When the enraged Mary Sullivan got physical with his partner a very drunk John Sherry intervened on Mrs. Murphy’s behalf. Both William Sullivan and his friend Joseph Williams then attacked Sherry, punching him in the head many times and Sherry broke his neck when he fell over. Mary Sullivan, William Sullivan, and Joseph Williams went on trial for murder, and Mary was eventually acquitted, while William Sullivan and Joseph Williams went to prison for manslaughter. So, if he was to be believed, John Sherry had survived his incredibly dangerous years in Chicago, but was ironically killed over a petty argument his lover had with another woman.
So, both men named John Sherry met an untimely death- the Glaswegian John Sherry was killed in a mundane domestic dispute in London in September 1937, while the American John Sherry was ‘accidentally’ shot with a gun found next to him while he was cleaning it in August 1940 in Chicago.
The latter, an American, was a bona fide participant in the Chicago gang wars, a political slugger, but one who stood on the opposing side to Capone, an extremely dangerous position in the 1920s and early 1930s. The former, John Sherry from Bridgeton, was almost certainly a fantasist who invented his Chicago past to give him real tough guy cache, elevating him from a Glasgow streetfighter to a tommy gun wielding henchman for Capone.
Other Scottish men had gone to Chicago to try to get work with Capone’s Outfit, and the American gangster’s criminal exploits were widely reported in Britain as they were in many countries from the mid-1920s onwards, when Capone first became publicly visible, first nationally in the US, and then internationally.

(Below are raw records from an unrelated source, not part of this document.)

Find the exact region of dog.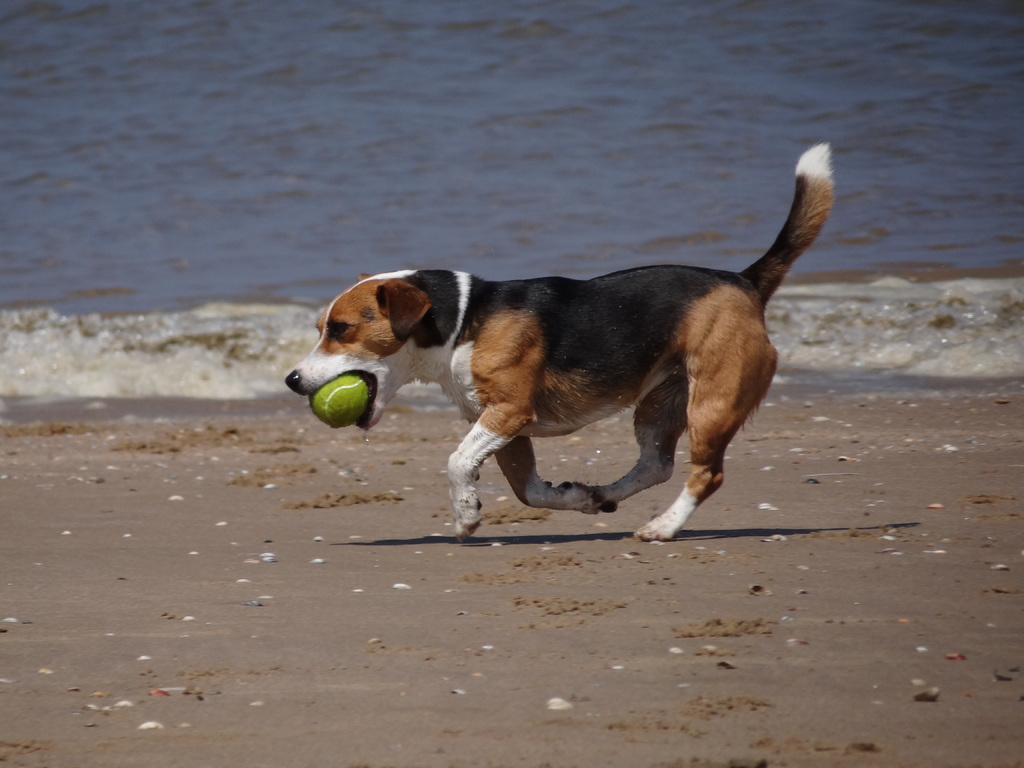
Exact region: locate(282, 141, 836, 543).
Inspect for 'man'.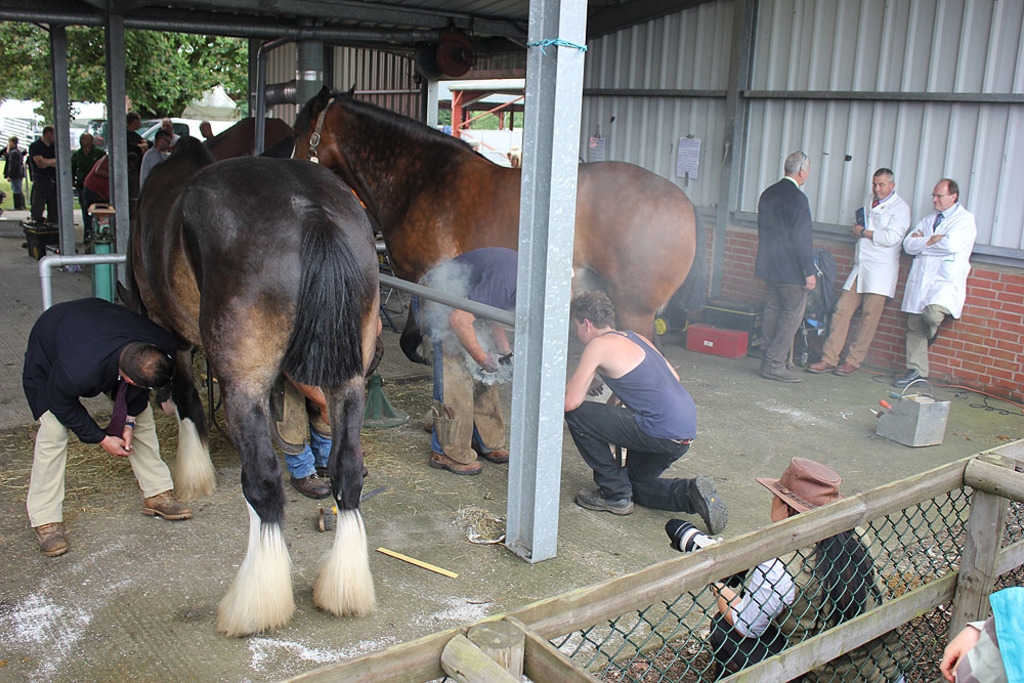
Inspection: <region>151, 117, 183, 147</region>.
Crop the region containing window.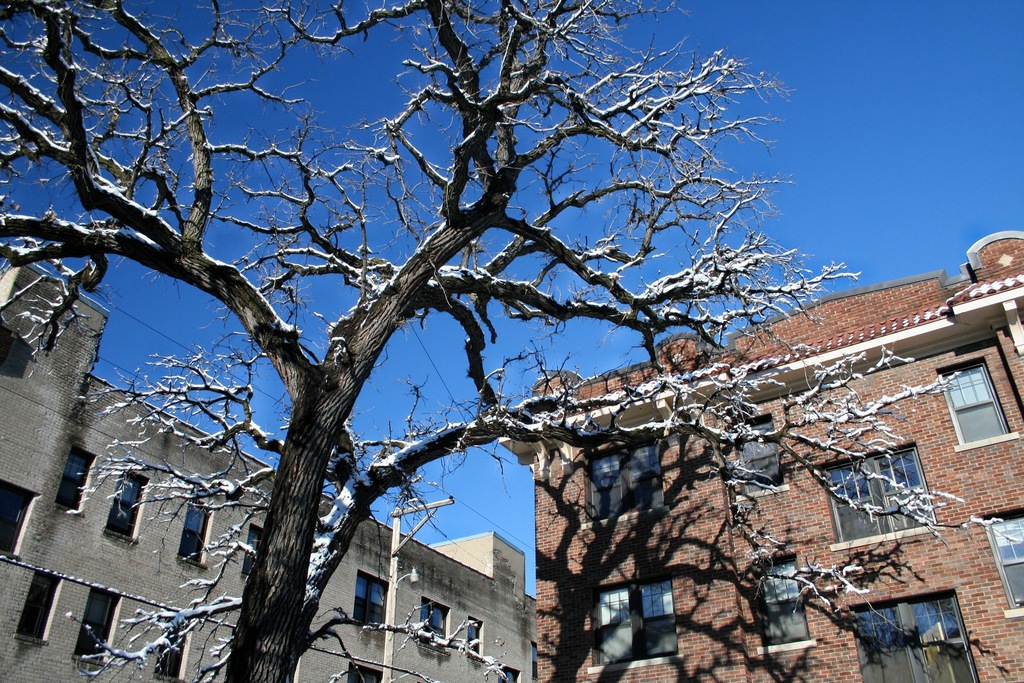
Crop region: bbox=(0, 483, 39, 557).
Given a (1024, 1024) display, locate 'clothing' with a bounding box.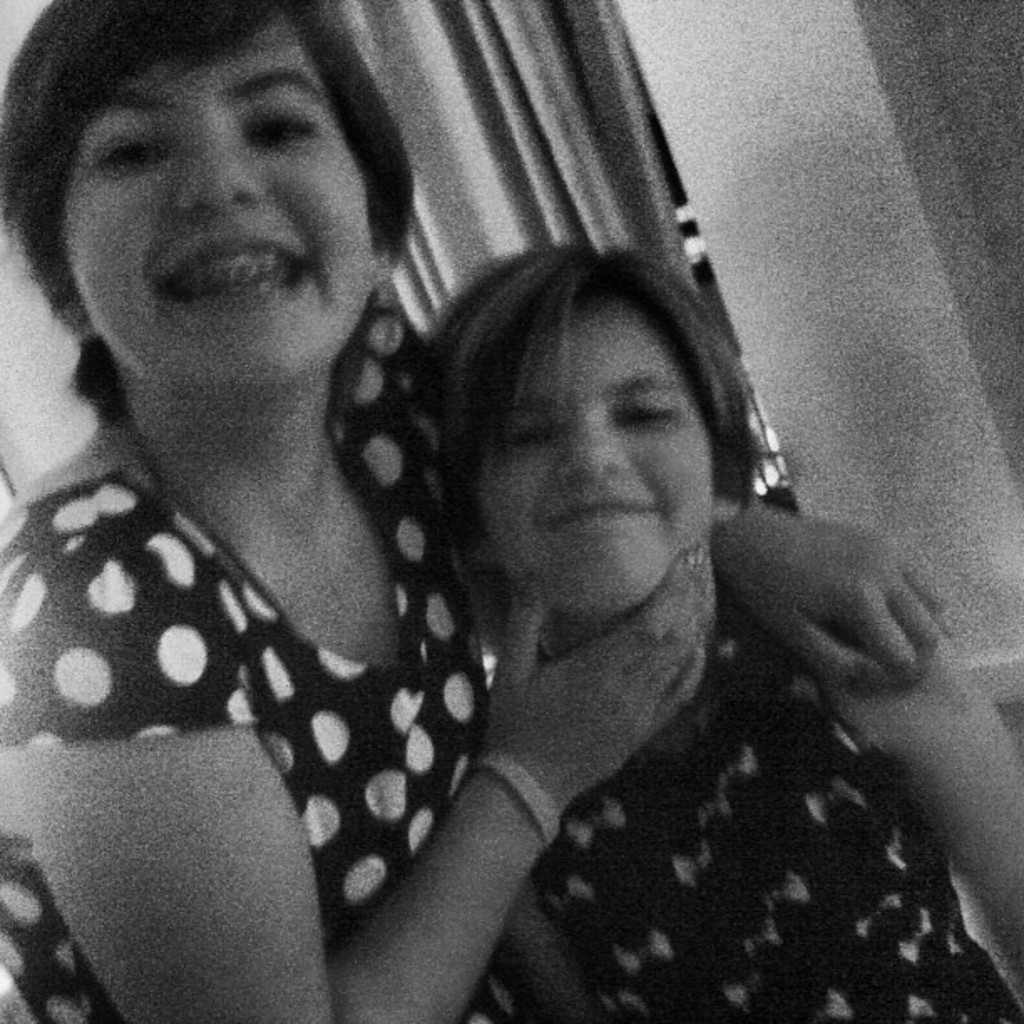
Located: (514,584,1022,1022).
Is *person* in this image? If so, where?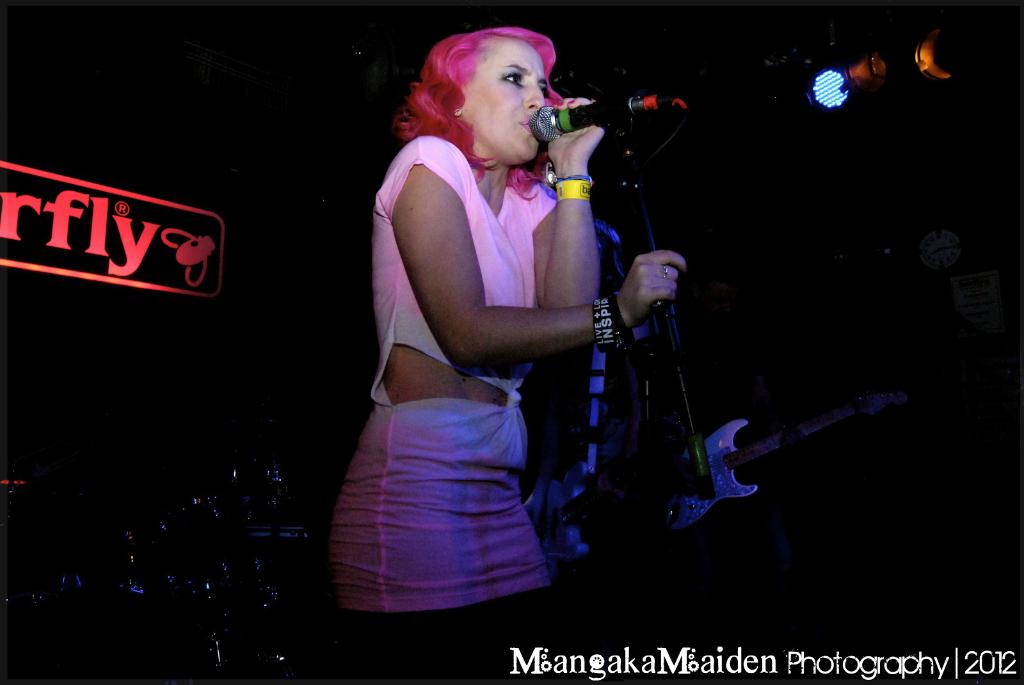
Yes, at locate(325, 26, 689, 611).
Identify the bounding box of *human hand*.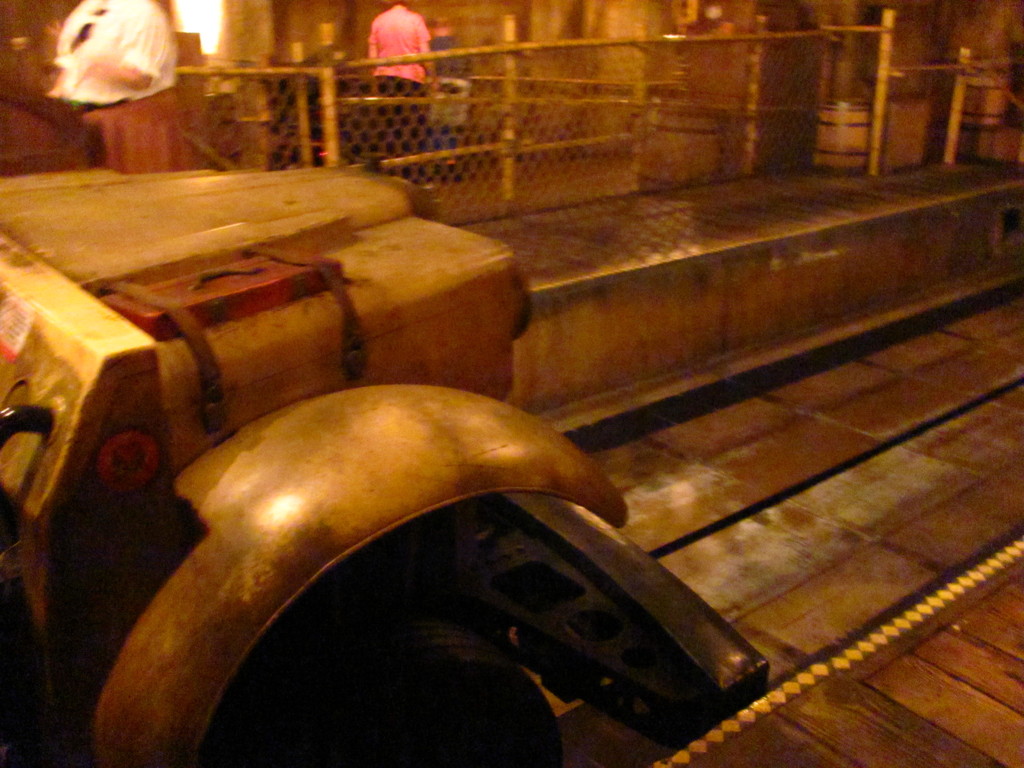
(431,81,440,89).
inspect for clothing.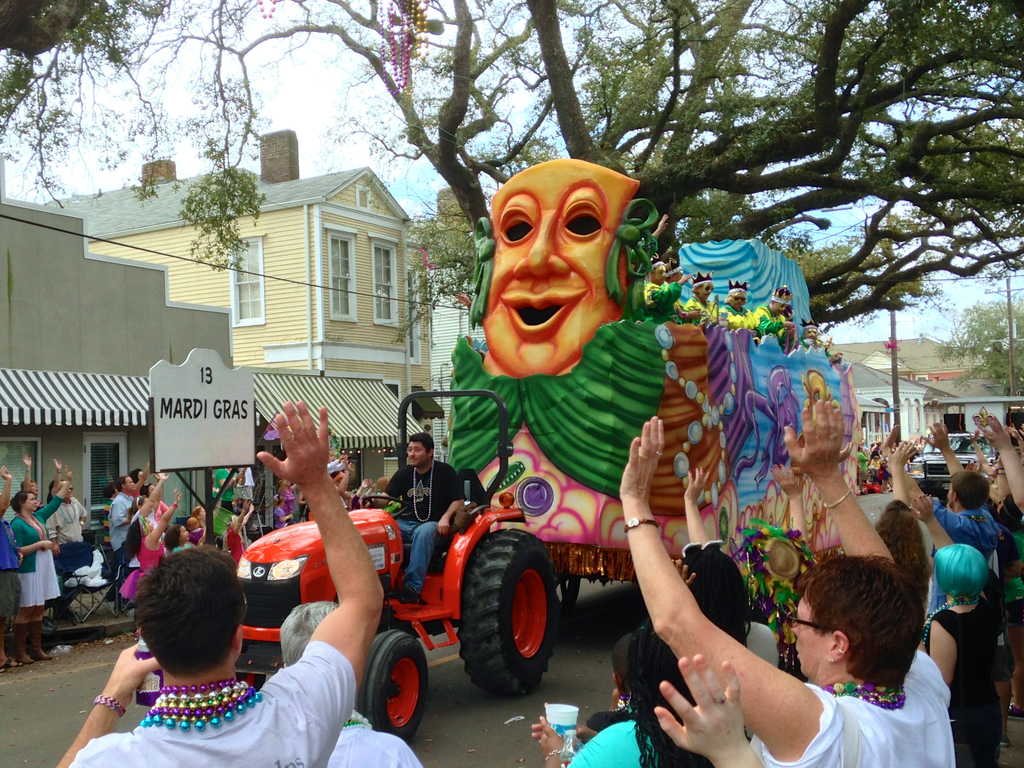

Two other Scots sold their stories to Glasgow newspapers using pseudonyms, claiming to have worked for Capone in Chicago- and due to the level of detail they gave in 1929 and 1932 respectively, they are highly likely to have at least been there.
It’s entirely plausible that the John Sherry born in Glasgow read their stories, and other news of the infamous Capone and the mordant glamour of the deadly Prohibition gang wars, where high hundreds of gangsters were slain, and created his own legend, shoehorning himself into that brutal milieu, a dishonest Forrest Gump who fooled those around him and which the newspapers picked up on when reporting his violent death.